The No. 2 official at the Department of Justice was so aghast at the idea of anti-Trump demonstrators protesting the president while he was “trying to enjoy dinner” that they could face federal anti-racketeering charges that were designed to bust up organized crime.
In recent days, the Trump administration has threatened to prosecute demonstrators and groups that support them as part of a wider campaign against left-wing opposition, raising alarms that it will crack down on dissent by infringing First Amendment rights.
Asked Tuesday how, exactly, a protester could be charged under the Racketeer Influenced and Corrupt Organizations Act, or RICO, Deputy Attorney General Todd Blanche told CNN that the law is “available to all kinds of organizations committing crimes.”
“Is it sheer happenstance that individuals show up at a restaurant where the president is trying to enjoy dinner in Washington, D.C., and accost him with vile words and vile anger?” Blanche asked CNN host Kaitlan Collins.
“And meanwhile, he’s simply trying to have dinner,” Blanche continued. “Does it mean it’s just completely random that they showed up? Maybe, maybe, but to the extent that it’s part of an organized effort to inflict harm and terror and damage to the United States, there’s potential, potential investigations there.”
Collins asked whether those protesters can really be considered “inflicting harm or terror damage by protesting the president of the United States.”
“I mean, they were just shouting, basically, in his vicinity,” she said.
“Repeat what you just said. I mean, honestly. So you’re asking whether there was damage done by four individuals screaming and yelling at the president of our United States while he’s trying to have dinner. That can’t be a serious question,” Blanche fired back.
As Trump entered a restaurant, during a rare visit to a Washington establishment last week after touting his federal takeover of the district, a group of protesters inside the venue shouted “Free DC! Free Palestine! Trump is the Hitler of our time!”
In videos of the protest, the demonstrators got up from their table at Joe’s Seafood, Prime Steak & Stone Crab and got within feet of the president, who smirked at the group and waved for Secret Service personnel to remove them.
The protesters appeared to be connected with feminist antiwar group, Code Pink.
Trump suggested Monday that Attorney General Pam Bondi would be investigating and labeled the group “paid agitators.”
“I’ve asked Pam to look into that in terms of bringing RICO cases against them — criminal RICO,” he said.
Blanche’s remarks echo escalating demands from administration officials, right-wing groups and allies to target Charlie Kirk’s critics after his assassination last week, raising baseless claims that the conservative activist’s death is the result of a coordinated effort among left-wing groups to incite violence.
Following Kirk’s death, Trump and right-wing figures have quickly sought to punish left-wing voices for rhetoric they blamed for his killing, with a renewed commitment from the administration to crack down on the “radical left.”
“For years, those on the radical left have compared wonderful Americans like Charlie to Nazis and the world’s worst mass murderers and criminals,” Trump said in a speech from the Oval Office.
“This kind of rhetoric is directly responsible for the terrorism that we’re seeing in our country today, and it must stop right now,” he added. “My administration will find each and every one of those who contributed to this atrocity and to other political violence, including the organizations that fund it and support it.”
The president said Monday that he may consider naming antifascist groups as domestic terrorists. It remains unclear how the administration could designate “antifa” — a loosely organized movement without a distinct leader — as a terror group.
Trump has also suggested his administration could revoke tax-exempt status for left-leaning nonprofit organizations.
Earlier this week, Bondi pledged to go after people who spread “hate speech,” but later appeared to walk back her comments by clarifying that “hate speech that crosses the line into threats of violence is NOT protected by the First Amendment.”
Between the January 6 insurrection and the 2024 election, there were at least 300 cases of political violence, marking the largest surge in such attacks since the 1970s, according to a Reuters analysis.
Yet a large body of research has found that right-wing extremists have killed more people than those associated with any other political cause in the United States within the last two decades, though many of those attacks don’t map neatly onto one political ideology.
“There’s nothing wrong with peaceful protest,” Blanche told CNN.
“But what [Trump’s] talking about, and what the administration is talking about, is organized efforts by individuals who are not present at the protest but they’re funding these protests, and they’re not protests,” he said. “They’re inflicting damage and harm and actually assaulting officers, they’re damaging vehicles, and that’s the conduct we’re trying to stop.”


▸ PROBLEM:
Only an exact copy of the entries, stripped of pictures, will serve as the answer.

▸ SUPPLIED INFORMATION:
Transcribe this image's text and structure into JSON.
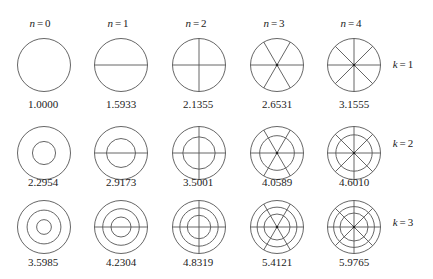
{
  "figure": {
    "column_headers": [
      {
        "var": "n",
        "value": "0"
      },
      {
        "var": "n",
        "value": "1"
      },
      {
        "var": "n",
        "value": "2"
      },
      {
        "var": "n",
        "value": "3"
      },
      {
        "var": "n",
        "value": "4"
      }
    ],
    "row_labels": [
      {
        "var": "k",
        "value": "1"
      },
      {
        "var": "k",
        "value": "2"
      },
      {
        "var": "k",
        "value": "3"
      }
    ],
    "values": [
      [
        "1.0000",
        "1.5933",
        "2.1355",
        "2.6531",
        "3.1555"
      ],
      [
        "2.2954",
        "2.9173",
        "3.5001",
        "4.0589",
        "4.6010"
      ],
      [
        "3.5985",
        "4.2304",
        "4.8319",
        "5.4121",
        "5.9765"
      ]
    ],
    "nodal_circle_ratios": [
      [
        [],
        [],
        [],
        [],
        []
      ],
      [
        [
          0.436
        ],
        [
          0.546
        ],
        [
          0.61
        ],
        [
          0.654
        ],
        [
          0.686
        ]
      ],
      [
        [
          0.278,
          0.638
        ],
        [
          0.377,
          0.69
        ],
        [
          0.442,
          0.724
        ],
        [
          0.49,
          0.75
        ],
        [
          0.528,
          0.77
        ]
      ]
    ],
    "stroke_color": "#555555"
  },
  "layout": {
    "col_x": [
      44,
      121,
      199,
      277,
      354
    ],
    "row_circle_y": [
      65,
      153,
      227
    ],
    "row_value_y": [
      104,
      182,
      262
    ],
    "header_y": 23,
    "row_label_x": 403,
    "radius": 26.5
  }
}
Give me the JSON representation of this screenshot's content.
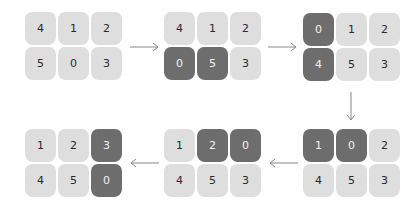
{
  "diagram": {
    "colors": {
      "tile_light": "#dedede",
      "tile_dark": "#6d6d6d",
      "arrow": "#888888",
      "background": "#ffffff"
    },
    "states": [
      {
        "id": "state-1",
        "x": 25,
        "y": 12,
        "tiles": [
          "4",
          "1",
          "2",
          "5",
          "0",
          "3"
        ],
        "highlighted": []
      },
      {
        "id": "state-2",
        "x": 164,
        "y": 12,
        "tiles": [
          "4",
          "1",
          "2",
          "0",
          "5",
          "3"
        ],
        "highlighted": [
          3,
          4
        ]
      },
      {
        "id": "state-3",
        "x": 303,
        "y": 13,
        "tiles": [
          "0",
          "1",
          "2",
          "4",
          "5",
          "3"
        ],
        "highlighted": [
          0,
          3
        ]
      },
      {
        "id": "state-4",
        "x": 303,
        "y": 129,
        "tiles": [
          "1",
          "0",
          "2",
          "4",
          "5",
          "3"
        ],
        "highlighted": [
          0,
          1
        ]
      },
      {
        "id": "state-5",
        "x": 164,
        "y": 129,
        "tiles": [
          "1",
          "2",
          "0",
          "4",
          "5",
          "3"
        ],
        "highlighted": [
          1,
          2
        ]
      },
      {
        "id": "state-6",
        "x": 25,
        "y": 129,
        "tiles": [
          "1",
          "2",
          "3",
          "4",
          "5",
          "0"
        ],
        "highlighted": [
          2,
          5
        ]
      }
    ],
    "arrows": [
      {
        "id": "arrow-1-2",
        "direction": "right",
        "from": "state-1",
        "to": "state-2"
      },
      {
        "id": "arrow-2-3",
        "direction": "right",
        "from": "state-2",
        "to": "state-3"
      },
      {
        "id": "arrow-3-4",
        "direction": "down",
        "from": "state-3",
        "to": "state-4"
      },
      {
        "id": "arrow-4-5",
        "direction": "left",
        "from": "state-4",
        "to": "state-5"
      },
      {
        "id": "arrow-5-6",
        "direction": "left",
        "from": "state-5",
        "to": "state-6"
      }
    ]
  }
}
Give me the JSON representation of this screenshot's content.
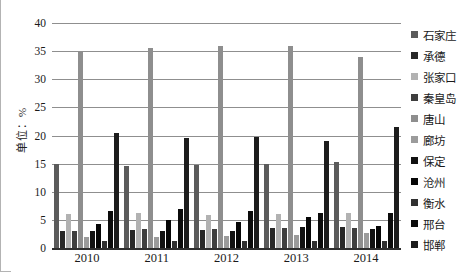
{
  "figure": {
    "y_axis_title": "单位：%"
  },
  "chart_data": {
    "type": "bar",
    "title": "",
    "xlabel": "",
    "ylabel": "单位：%",
    "ylim": [
      0,
      40
    ],
    "yticks": [
      0,
      5,
      10,
      15,
      20,
      25,
      30,
      35,
      40
    ],
    "grid": true,
    "legend_position": "right",
    "categories": [
      "2010",
      "2011",
      "2012",
      "2013",
      "2014"
    ],
    "series": [
      {
        "name": "石家庄",
        "color": "#5b5b5b",
        "values": [
          15.0,
          14.5,
          14.7,
          15.0,
          15.3
        ]
      },
      {
        "name": "承德",
        "color": "#282828",
        "values": [
          3.0,
          3.2,
          3.2,
          3.5,
          3.8
        ]
      },
      {
        "name": "张家口",
        "color": "#b2b2b2",
        "values": [
          6.0,
          6.2,
          5.8,
          6.0,
          6.2
        ]
      },
      {
        "name": "秦皇岛",
        "color": "#3e3e3e",
        "values": [
          3.0,
          3.3,
          3.4,
          3.5,
          3.5
        ]
      },
      {
        "name": "唐山",
        "color": "#8e8e8e",
        "values": [
          35.0,
          35.5,
          36.0,
          36.0,
          34.0
        ]
      },
      {
        "name": "廊坊",
        "color": "#9b9b9b",
        "values": [
          2.0,
          2.0,
          2.2,
          2.3,
          2.6
        ]
      },
      {
        "name": "保定",
        "color": "#111111",
        "values": [
          3.0,
          3.0,
          3.0,
          3.7,
          3.3
        ]
      },
      {
        "name": "沧州",
        "color": "#060606",
        "values": [
          4.3,
          5.0,
          4.7,
          5.5,
          3.9
        ]
      },
      {
        "name": "衡水",
        "color": "#303030",
        "values": [
          1.2,
          1.3,
          1.2,
          1.3,
          1.2
        ]
      },
      {
        "name": "邢台",
        "color": "#0b0b0b",
        "values": [
          6.6,
          7.0,
          6.5,
          6.3,
          6.2
        ]
      },
      {
        "name": "邯郸",
        "color": "#1c1c1c",
        "values": [
          20.5,
          19.5,
          19.7,
          19.0,
          21.5
        ]
      }
    ]
  }
}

▸ ANSWER SECTION:
Transcribe this image's text and structure into JSON.
{
  "figure": {
    "column_headers": [
      {
        "var": "n",
        "value": "0"
      },
      {
        "var": "n",
        "value": "1"
      },
      {
        "var": "n",
        "value": "2"
      },
      {
        "var": "n",
        "value": "3"
      },
      {
        "var": "n",
        "value": "4"
      }
    ],
    "row_labels": [
      {
        "var": "k",
        "value": "1"
      },
      {
        "var": "k",
        "value": "2"
      },
      {
        "var": "k",
        "value": "3"
      }
    ],
    "values": [
      [
        "1.0000",
        "1.5933",
        "2.1355",
        "2.6531",
        "3.1555"
      ],
      [
        "2.2954",
        "2.9173",
        "3.5001",
        "4.0589",
        "4.6010"
      ],
      [
        "3.5985",
        "4.2304",
        "4.8319",
        "5.4121",
        "5.9765"
      ]
    ],
    "nodal_circle_ratios": [
      [
        [],
        [],
        [],
        [],
        []
      ],
      [
        [
          0.436
        ],
        [
          0.546
        ],
        [
          0.61
        ],
        [
          0.654
        ],
        [
          0.686
        ]
      ],
      [
        [
          0.278,
          0.638
        ],
        [
          0.377,
          0.69
        ],
        [
          0.442,
          0.724
        ],
        [
          0.49,
          0.75
        ],
        [
          0.528,
          0.77
        ]
      ]
    ],
    "stroke_color": "#555555"
  },
  "layout": {
    "col_x": [
      44,
      121,
      199,
      277,
      354
    ],
    "row_circle_y": [
      65,
      153,
      227
    ],
    "row_value_y": [
      104,
      182,
      262
    ],
    "header_y": 23,
    "row_label_x": 403,
    "radius": 26.5
  }
}
Give me the JSON representation of this screenshot's content.
{
  "diagram": {
    "colors": {
      "tile_light": "#dedede",
      "tile_dark": "#6d6d6d",
      "arrow": "#888888",
      "background": "#ffffff"
    },
    "states": [
      {
        "id": "state-1",
        "x": 25,
        "y": 12,
        "tiles": [
          "4",
          "1",
          "2",
          "5",
          "0",
          "3"
        ],
        "highlighted": []
      },
      {
        "id": "state-2",
        "x": 164,
        "y": 12,
        "tiles": [
          "4",
          "1",
          "2",
          "0",
          "5",
          "3"
        ],
        "highlighted": [
          3,
          4
        ]
      },
      {
        "id": "state-3",
        "x": 303,
        "y": 13,
        "tiles": [
          "0",
          "1",
          "2",
          "4",
          "5",
          "3"
        ],
        "highlighted": [
          0,
          3
        ]
      },
      {
        "id": "state-4",
        "x": 303,
        "y": 129,
        "tiles": [
          "1",
          "0",
          "2",
          "4",
          "5",
          "3"
        ],
        "highlighted": [
          0,
          1
        ]
      },
      {
        "id": "state-5",
        "x": 164,
        "y": 129,
        "tiles": [
          "1",
          "2",
          "0",
          "4",
          "5",
          "3"
        ],
        "highlighted": [
          1,
          2
        ]
      },
      {
        "id": "state-6",
        "x": 25,
        "y": 129,
        "tiles": [
          "1",
          "2",
          "3",
          "4",
          "5",
          "0"
        ],
        "highlighted": [
          2,
          5
        ]
      }
    ],
    "arrows": [
      {
        "id": "arrow-1-2",
        "direction": "right",
        "from": "state-1",
        "to": "state-2"
      },
      {
        "id": "arrow-2-3",
        "direction": "right",
        "from": "state-2",
        "to": "state-3"
      },
      {
        "id": "arrow-3-4",
        "direction": "down",
        "from": "state-3",
        "to": "state-4"
      },
      {
        "id": "arrow-4-5",
        "direction": "left",
        "from": "state-4",
        "to": "state-5"
      },
      {
        "id": "arrow-5-6",
        "direction": "left",
        "from": "state-5",
        "to": "state-6"
      }
    ]
  }
}
Give me the JSON representation of this screenshot's content.
{
  "figure": {
    "y_axis_title": "单位：%"
  },
  "chart_data": {
    "type": "bar",
    "title": "",
    "xlabel": "",
    "ylabel": "单位：%",
    "ylim": [
      0,
      40
    ],
    "yticks": [
      0,
      5,
      10,
      15,
      20,
      25,
      30,
      35,
      40
    ],
    "grid": true,
    "legend_position": "right",
    "categories": [
      "2010",
      "2011",
      "2012",
      "2013",
      "2014"
    ],
    "series": [
      {
        "name": "石家庄",
        "color": "#5b5b5b",
        "values": [
          15.0,
          14.5,
          14.7,
          15.0,
          15.3
        ]
      },
      {
        "name": "承德",
        "color": "#282828",
        "values": [
          3.0,
          3.2,
          3.2,
          3.5,
          3.8
        ]
      },
      {
        "name": "张家口",
        "color": "#b2b2b2",
        "values": [
          6.0,
          6.2,
          5.8,
          6.0,
          6.2
        ]
      },
      {
        "name": "秦皇岛",
        "color": "#3e3e3e",
        "values": [
          3.0,
          3.3,
          3.4,
          3.5,
          3.5
        ]
      },
      {
        "name": "唐山",
        "color": "#8e8e8e",
        "values": [
          35.0,
          35.5,
          36.0,
          36.0,
          34.0
        ]
      },
      {
        "name": "廊坊",
        "color": "#9b9b9b",
        "values": [
          2.0,
          2.0,
          2.2,
          2.3,
          2.6
        ]
      },
      {
        "name": "保定",
        "color": "#111111",
        "values": [
          3.0,
          3.0,
          3.0,
          3.7,
          3.3
        ]
      },
      {
        "name": "沧州",
        "color": "#060606",
        "values": [
          4.3,
          5.0,
          4.7,
          5.5,
          3.9
        ]
      },
      {
        "name": "衡水",
        "color": "#303030",
        "values": [
          1.2,
          1.3,
          1.2,
          1.3,
          1.2
        ]
      },
      {
        "name": "邢台",
        "color": "#0b0b0b",
        "values": [
          6.6,
          7.0,
          6.5,
          6.3,
          6.2
        ]
      },
      {
        "name": "邯郸",
        "color": "#1c1c1c",
        "values": [
          20.5,
          19.5,
          19.7,
          19.0,
          21.5
        ]
      }
    ]
  }
}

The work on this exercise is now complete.